John Calvin Commentary 1 Corinthians 10:16

John Calvin Commentary

1 Corinthians 10:16

1509–1564
Protestant
John Calvin
John Calvin

John Calvin Commentary

1 Corinthians 10:16

1509–1564
Protestant
SCRIPTURE

"The cup of blessing which we bless, is it not a communion of the blood of Christ? The bread which we break, is it not a communion of the body of Christ?" — 1 Corinthians 10:16 (ASV)

The cup of blessing. While the sacred Supper of Christ has two elements—bread and wine—he begins with the second. He calls it the cup of blessing, as having been set apart for a mystical benediction. For I do not agree with those who understand blessing to mean thanksgiving, and interpret the verb to bless as meaning to give thanks. I acknowledge, indeed, that it is sometimes employed in this sense, but never in the construction that Paul has used here, for the idea of Erasmus, about supplying a preposition, is exceedingly forced. On the other hand, the meaning that I adopt is easy and has no intricacy.
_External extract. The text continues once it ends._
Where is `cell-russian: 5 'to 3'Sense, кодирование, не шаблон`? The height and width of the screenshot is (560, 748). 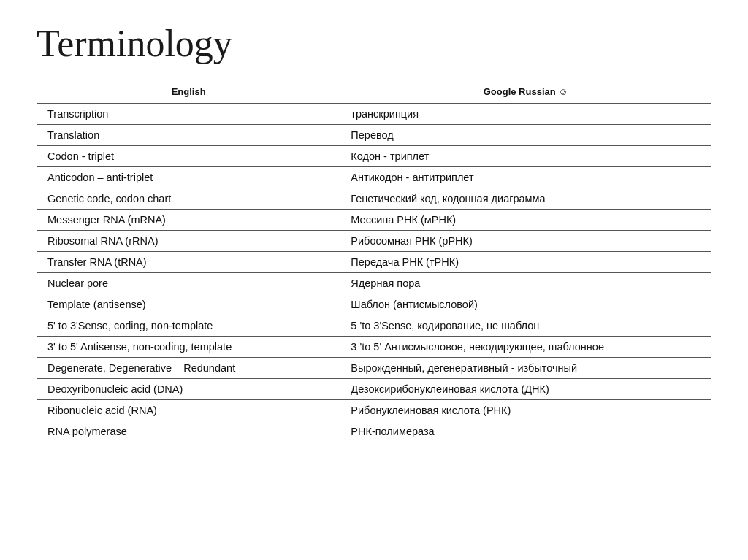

To bless the cup, then, is to set it apart for this purpose: that it may be for us an emblem of the blood of Christ. This is done by the word of promise when believers meet together according to Christ’s appointment to celebrate the remembrance of His death in this Sacrament.

The consecration, however, which the Papists use, is a kind of sorcery derived from heathens, which has nothing in common with the pure rite observed by Christians.

Everything, it is true, that we eat is sanctified by the word of God, as Paul himself elsewhere bears witness (1 Timothy 4:5); but that blessing is for a different purpose—that our use of the gifts of God may be pure and may tend to the glory of their Author and to our advantage.

On the other hand, the design of the mystical blessing in the Supper is that the wine may no longer be a common beverage but set apart for the spiritual nourishment of the soul, while it is an emblem of the blood of Christ.

Paul says that the cup which has been blessed in this manner is κοινωνία—the communion of the blood of the Lord. It is asked, in what sense? Let contention be avoided, and there will be no obscurity. It is true that believers are united together by Christ’s blood, so as to become one body. It is also true that a unity of this kind is properly called κοινωνία (communion). I make the same acknowledgment regarding the bread. Further, I observe what Paul immediately adds, as it were, by way of explanation—that we all become one body, because we are together partakers of the same bread. But from where, I ask you, comes that κοινωνία (communion) between us, if not from this: that we are united to Christ in such a way that

we are flesh of His flesh, and bone of His bones?
(Ephesians 5:30).

For we must first of all be incorporated (so to speak) into Christ, so that we may be united to each other. In addition to this, Paul is not disputing at present merely about a mutual fellowship among people, but about the spiritual union between Christ and believers, with the aim of drawing from this the conclusion that it is an intolerable sacrilege for them to be polluted by fellowship with idols. From the connection of the passage, therefore, we may conclude that κοινωνία, the communion of the blood, is that connection which we have with the blood of Christ, when He engrafts all of us together into His body, that He may live in us, and we in Him.

Now, when the cup is called a participation, the expression, I acknowledge, is figurative—provided that the truth conveyed in the figure is not taken away, or, in other words, provided that the reality itself is also present, and that the soul has as truly communion in the blood as we drink wine with the mouth.

But Papists could not say this, that the cup of blessing is a participation in the blood of Christ, for the Supper that they observe is mutilated and torn—if indeed we can give the name of the Supper to that strange ceremony which is a patchwork of various human contrivances and scarcely retains the slightest vestige of our Lord’s institution.

But, supposing that everything else were as it ought to be, this one thing is contrary to the right use of the Supper: withholding the cup from all the people, which is half of the Sacrament.

The bread which we break. From this it appears that it was the custom of the ancient Church to break one loaf and distribute to each one a piece, so that their union to the one body of Christ might be more clearly presented to all believers. And that this custom was long maintained appears from the testimony of those who flourished in the three centuries that followed the age of the Apostles. From this arose the superstition that no one dared to touch the bread with his hand, but each one had it put into his mouth by the priest.